Poverty is the biggest issue here. "Other items that cause poor health" like cheap processed foods, starchy foods etc are all the poor can afford to eat.

The incentive to buy healthy foods is a weekly or monthly food allowance (not to be spent on alcohol or cigarettes) to people living at or below the poverty line--different for different areas of the country.
The taxing government is the biggest beneficiary of higher taxes on cigarettes and alcohol
The situation for cigarettes needs a big rethink
DigitalHealth
Posted: 2009-03-12 13:58:37

There is no longer any doubt at all in the connection between cigarettes and cancer. With 100% certainty this should result in direct and forceful action.

It boggles the mind that problems in the food industry become big news when people are dying every day from cancer and other health issues directly caused by cigarettes. Is is not simply self evident and logical to stop this situation immediately?

The sale of cigarettes need to be stopped right away.
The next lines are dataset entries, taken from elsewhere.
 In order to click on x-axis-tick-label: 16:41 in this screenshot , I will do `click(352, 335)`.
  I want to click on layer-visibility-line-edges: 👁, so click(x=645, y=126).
Does that not make direct sense?

Increasing the taxes on cigarettes is unlikely to work since by the time any new law passes the tax revenue will just end up going into the general budget instead of funding the health care costs of cigarettes. The taxes then in a strange way just become a political incentive to continue to keep the cigarette business running as a source of revenue.

If for some bizarre immoral reason, Canada continues to allow the sale of cigarettes, then we need a more direct mechanism to assign the huge health care burden of cigarettes to the companies responsible.
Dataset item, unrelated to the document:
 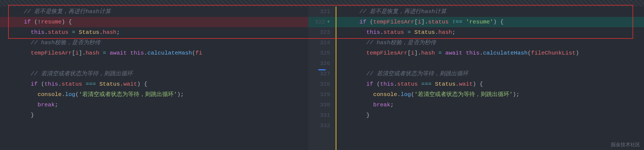 What do you see at coordinates (154, 22) in the screenshot?
I see `code-line: if (!resume) {` at bounding box center [154, 22].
It would be nice to think that a method of directly billing the entire medical cost of each lung cancer patient to the cigarette company responsible would be possible. But perhaps the tobacco industry could be forced to set up a fund that would cover 100% of these costs.

Cigarette companies should also cover 100% of the costs of programs and products that would help people quit smoking. They are selling a product that kills people and is 100% addictive at the same time. They need to help people quit in a huge way perhaps even paying out a big cash incentive to successful quiters!

This bizarre situation of any company being allowed to sell an addictive product that kills people in a slow painful way might be a sad comment on the state of our society but right now we need to look at the problem with fresh eyes and not allow the huge cost to be pushed onto our already overburdened public health care system.

Should we be taxing the source of high health care costs more?
salee
Posted: 2009-03-11 06:48:07

Definitely. Private enterprises are making profits, but the taxpayers are paying the bills. Companies pollute, our health suffers ...guess who pays for healthcare?
Should we be taxing the source of high health care costs more?
arthur
Posted: 2009-03-10 16:01:33

No, Government takes enough taxes to waste on their pet projects.
Leave us alone to live our lives!!!!
Let us have PRIVATE HEALTH CARE & it can regulate what it covers....
Taxing unhealthy habits
Tracy Lister
Posted: 2009-03-09 09:36:26

Currently processed foods are less expensive to purchase than healthy foods, which is just unbelievable.  We should be taxing those activities that impact health negatively and providing tax breaks for those activities that have a positive effect on health.  Allowing gym memberships to be a tax deduction is a good idea but only if combined with an outcome such as proof of participation or reaching goals.  Taxing gasoline more to provide incentives to alternative transportation ony works in cities where there is effective public transit.  In more rural areas we have no choice but drive.  We can't even carpool due to working part time vs full time and different shifts.